Talyah Ginsberg
A comedic survival guide to a country that breaks you, rebuilds you, and calls it Tuesday.

Israel: Politics on Penelope’s Loom

Israel, that fragile miracle and ongoing nervous breakdown, is once again hard at work on its favourite pastime: weaving a government by day and unravelling it by night. Penelope had her loom to ward off suitors; we have ours to ward off responsibility. Different motives, same threadbare result.

“Unity,” they say. As if chanting the word enough times will stop knives from being planted squarely in each other’s backs. The coalition plays musical chairs while the opposition lurks with popcorn, waiting for someone to trip. Meanwhile, the public? We’re the furniture — sat on, scratched, rearranged, and occasionally set on fire.

At the centre of it all, the Prime Minister wobbles across his tightrope, juggling flaming swords while blindfolded. He lurches to appease the zealots, pirouettes to pacify the so-called moderates, and somehow always lands with both feet firmly planted on his own survival. Policy? Oh no, darling. That would imply a plan. What we have is improvisation disguised as leadership — and it’s starting to look like a child hammering at piano keys and calling it a symphony.

And yet, while this farce staggers on, fifty of our people remain in Gaza. Fifty hostages: real, breathing human beings — or perhaps corpses by now — whose existence has been reduced to occasional bargaining chips in a game of “who blinks first.” We’re told nothing. Are they alive? Are they dead? Who knows. But better not to ask, lest it spoil the coalition’s dinner party.

Israel is brilliant at survival, I’ll give us that. We stagger, we stumble, but we refuse to fall. Fractured, ferocious, endlessly improvising — it’s our national art form. But here’s the problem with endless improvisation: sooner or later, the audience realises the actors don’t know their lines. And when the set collapses, it’s not the clowns who get crushed — it’s us in the stalls.

So forgive me if I don’t stand and applaud. The loom keeps unravelling, the acrobats keep wobbling, and all we’re promised is more of the same. Israel will endure, of course, it will. It always does. But enduring isn’t the same as safe. Enduring is just the art of living on the edge and pretending we enjoy the view.

About the Author
Talyah Ginsberg is a writer, cat whisperer, and unapologetic Zionist living in Ra’anana. She documents the beautiful disaster of Israeli life with wit, grit, and just enough hope to stay functional. Her essays mix comedy with truth, despair with devotion, and politics with the kind of honesty that makes people nervous.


Task objective: Whenever a line in the entries below contains the string "Black", copy that line.

Dataset rows for apps and sites:
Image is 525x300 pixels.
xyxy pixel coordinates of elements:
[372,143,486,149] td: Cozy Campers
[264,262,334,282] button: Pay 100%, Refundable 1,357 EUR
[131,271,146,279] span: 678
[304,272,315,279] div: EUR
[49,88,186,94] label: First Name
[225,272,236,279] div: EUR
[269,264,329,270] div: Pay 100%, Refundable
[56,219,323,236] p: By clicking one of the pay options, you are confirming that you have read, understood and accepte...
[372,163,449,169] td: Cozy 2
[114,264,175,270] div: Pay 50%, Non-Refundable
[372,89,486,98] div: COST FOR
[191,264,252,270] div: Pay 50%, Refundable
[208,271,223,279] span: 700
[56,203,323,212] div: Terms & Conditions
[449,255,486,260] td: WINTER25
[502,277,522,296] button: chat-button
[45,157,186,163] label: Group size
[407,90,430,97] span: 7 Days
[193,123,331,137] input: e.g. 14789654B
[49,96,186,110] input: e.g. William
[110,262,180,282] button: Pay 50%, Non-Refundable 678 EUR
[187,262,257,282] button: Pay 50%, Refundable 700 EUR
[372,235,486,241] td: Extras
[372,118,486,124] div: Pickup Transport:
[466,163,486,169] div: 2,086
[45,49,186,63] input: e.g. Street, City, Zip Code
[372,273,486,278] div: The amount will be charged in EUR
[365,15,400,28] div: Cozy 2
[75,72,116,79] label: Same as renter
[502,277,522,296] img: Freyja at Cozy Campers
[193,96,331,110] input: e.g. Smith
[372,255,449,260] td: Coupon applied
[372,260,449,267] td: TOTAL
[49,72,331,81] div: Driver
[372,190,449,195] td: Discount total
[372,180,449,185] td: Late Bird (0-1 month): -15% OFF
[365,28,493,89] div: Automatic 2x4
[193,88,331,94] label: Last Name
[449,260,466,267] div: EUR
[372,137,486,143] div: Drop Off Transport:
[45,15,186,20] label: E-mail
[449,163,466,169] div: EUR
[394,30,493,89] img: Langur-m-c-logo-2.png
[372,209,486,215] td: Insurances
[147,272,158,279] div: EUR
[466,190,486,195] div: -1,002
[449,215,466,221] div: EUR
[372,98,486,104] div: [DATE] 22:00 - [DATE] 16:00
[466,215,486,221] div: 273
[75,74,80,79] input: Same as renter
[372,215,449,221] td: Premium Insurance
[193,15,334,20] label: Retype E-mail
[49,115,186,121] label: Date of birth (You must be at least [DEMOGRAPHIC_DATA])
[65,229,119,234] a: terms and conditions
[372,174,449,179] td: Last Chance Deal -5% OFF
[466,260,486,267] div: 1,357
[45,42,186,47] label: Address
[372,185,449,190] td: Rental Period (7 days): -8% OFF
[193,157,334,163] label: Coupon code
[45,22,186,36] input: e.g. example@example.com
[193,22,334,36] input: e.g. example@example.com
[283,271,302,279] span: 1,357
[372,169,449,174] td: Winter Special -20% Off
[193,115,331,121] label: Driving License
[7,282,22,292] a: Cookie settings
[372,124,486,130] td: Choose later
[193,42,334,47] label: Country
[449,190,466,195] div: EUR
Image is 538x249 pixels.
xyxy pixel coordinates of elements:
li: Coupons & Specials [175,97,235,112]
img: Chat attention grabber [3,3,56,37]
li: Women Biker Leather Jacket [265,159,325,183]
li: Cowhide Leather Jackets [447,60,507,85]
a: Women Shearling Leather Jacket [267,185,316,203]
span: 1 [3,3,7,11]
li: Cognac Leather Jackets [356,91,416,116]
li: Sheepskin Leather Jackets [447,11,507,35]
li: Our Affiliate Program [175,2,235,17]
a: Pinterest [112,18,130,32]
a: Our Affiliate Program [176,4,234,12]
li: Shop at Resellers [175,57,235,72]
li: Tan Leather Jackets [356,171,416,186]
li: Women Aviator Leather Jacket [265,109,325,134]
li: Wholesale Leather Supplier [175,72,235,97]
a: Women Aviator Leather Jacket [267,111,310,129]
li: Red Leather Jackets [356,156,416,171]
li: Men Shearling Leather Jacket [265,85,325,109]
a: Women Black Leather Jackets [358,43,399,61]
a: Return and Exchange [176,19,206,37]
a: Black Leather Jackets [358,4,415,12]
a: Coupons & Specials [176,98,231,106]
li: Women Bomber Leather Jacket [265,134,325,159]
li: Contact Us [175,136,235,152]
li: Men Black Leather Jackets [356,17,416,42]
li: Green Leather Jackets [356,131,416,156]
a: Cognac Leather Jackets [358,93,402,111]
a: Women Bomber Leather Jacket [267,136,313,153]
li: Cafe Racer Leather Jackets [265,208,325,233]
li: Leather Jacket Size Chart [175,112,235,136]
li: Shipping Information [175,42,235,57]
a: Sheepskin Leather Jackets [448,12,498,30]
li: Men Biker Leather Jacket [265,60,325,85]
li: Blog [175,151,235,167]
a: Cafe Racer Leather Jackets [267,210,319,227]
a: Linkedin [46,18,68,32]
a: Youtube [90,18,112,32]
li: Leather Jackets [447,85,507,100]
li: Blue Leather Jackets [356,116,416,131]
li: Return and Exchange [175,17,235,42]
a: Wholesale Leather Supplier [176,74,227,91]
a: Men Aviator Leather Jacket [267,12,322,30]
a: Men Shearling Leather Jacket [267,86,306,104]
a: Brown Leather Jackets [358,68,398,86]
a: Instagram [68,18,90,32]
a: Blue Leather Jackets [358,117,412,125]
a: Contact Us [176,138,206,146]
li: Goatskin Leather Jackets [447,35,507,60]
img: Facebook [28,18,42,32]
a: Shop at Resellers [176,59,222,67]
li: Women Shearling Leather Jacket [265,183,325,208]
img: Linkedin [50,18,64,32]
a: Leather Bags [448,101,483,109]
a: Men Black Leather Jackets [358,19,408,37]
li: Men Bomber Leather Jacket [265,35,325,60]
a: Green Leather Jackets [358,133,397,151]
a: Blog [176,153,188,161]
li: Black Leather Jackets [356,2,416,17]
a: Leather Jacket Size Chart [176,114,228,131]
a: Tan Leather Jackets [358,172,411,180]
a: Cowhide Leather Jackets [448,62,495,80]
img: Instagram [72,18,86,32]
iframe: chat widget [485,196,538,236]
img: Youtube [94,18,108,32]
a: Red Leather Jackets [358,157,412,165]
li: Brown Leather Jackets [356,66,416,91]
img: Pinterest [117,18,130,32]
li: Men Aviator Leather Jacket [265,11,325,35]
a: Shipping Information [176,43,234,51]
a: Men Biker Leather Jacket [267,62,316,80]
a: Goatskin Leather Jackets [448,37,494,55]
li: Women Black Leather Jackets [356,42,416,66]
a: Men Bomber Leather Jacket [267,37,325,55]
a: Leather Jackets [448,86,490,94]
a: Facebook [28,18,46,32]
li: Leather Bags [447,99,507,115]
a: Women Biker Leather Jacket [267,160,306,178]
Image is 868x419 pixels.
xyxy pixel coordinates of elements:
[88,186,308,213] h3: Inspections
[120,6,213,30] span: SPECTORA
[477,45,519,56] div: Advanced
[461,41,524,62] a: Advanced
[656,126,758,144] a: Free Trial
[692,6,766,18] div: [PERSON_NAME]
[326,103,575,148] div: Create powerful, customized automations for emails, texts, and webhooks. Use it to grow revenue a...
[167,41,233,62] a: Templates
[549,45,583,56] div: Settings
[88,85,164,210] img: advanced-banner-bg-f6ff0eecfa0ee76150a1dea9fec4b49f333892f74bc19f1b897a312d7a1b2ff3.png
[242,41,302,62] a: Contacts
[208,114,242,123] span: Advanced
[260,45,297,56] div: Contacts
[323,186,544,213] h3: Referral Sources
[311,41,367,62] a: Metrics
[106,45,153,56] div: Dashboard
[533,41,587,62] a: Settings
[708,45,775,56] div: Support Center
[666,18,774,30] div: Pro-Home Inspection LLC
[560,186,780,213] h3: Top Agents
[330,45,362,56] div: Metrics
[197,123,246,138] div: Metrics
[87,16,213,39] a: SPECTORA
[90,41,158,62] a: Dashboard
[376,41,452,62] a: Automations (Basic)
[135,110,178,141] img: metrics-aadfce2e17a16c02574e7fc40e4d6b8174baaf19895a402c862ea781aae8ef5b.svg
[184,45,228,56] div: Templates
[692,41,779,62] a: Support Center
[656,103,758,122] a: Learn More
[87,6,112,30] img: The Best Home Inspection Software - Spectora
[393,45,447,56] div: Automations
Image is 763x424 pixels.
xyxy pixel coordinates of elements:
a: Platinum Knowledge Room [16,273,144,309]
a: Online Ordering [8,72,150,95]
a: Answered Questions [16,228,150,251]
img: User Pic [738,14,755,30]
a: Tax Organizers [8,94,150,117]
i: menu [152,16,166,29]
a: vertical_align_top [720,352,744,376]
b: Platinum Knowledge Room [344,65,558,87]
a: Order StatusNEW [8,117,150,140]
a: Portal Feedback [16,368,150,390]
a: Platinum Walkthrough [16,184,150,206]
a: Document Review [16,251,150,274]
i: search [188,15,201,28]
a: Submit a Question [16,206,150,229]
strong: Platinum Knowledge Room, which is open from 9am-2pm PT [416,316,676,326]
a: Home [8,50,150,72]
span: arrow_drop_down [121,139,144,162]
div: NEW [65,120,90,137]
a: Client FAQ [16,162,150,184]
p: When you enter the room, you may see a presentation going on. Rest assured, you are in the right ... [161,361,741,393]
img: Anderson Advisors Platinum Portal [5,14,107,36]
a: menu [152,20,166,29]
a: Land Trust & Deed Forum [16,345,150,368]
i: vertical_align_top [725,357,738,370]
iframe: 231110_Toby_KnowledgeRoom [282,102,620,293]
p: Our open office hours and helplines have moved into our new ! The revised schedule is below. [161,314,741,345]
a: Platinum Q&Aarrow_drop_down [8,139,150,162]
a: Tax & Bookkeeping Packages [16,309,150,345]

Answer area:
a: Women Black Leather Jackets [358,43,399,61]
a: Black Leather Jackets [358,4,415,12]
li: Men Black Leather Jackets [356,17,416,42]
a: Men Black Leather Jackets [358,19,408,37]
li: Black Leather Jackets [356,2,416,17]
li: Women Black Leather Jackets [356,42,416,66]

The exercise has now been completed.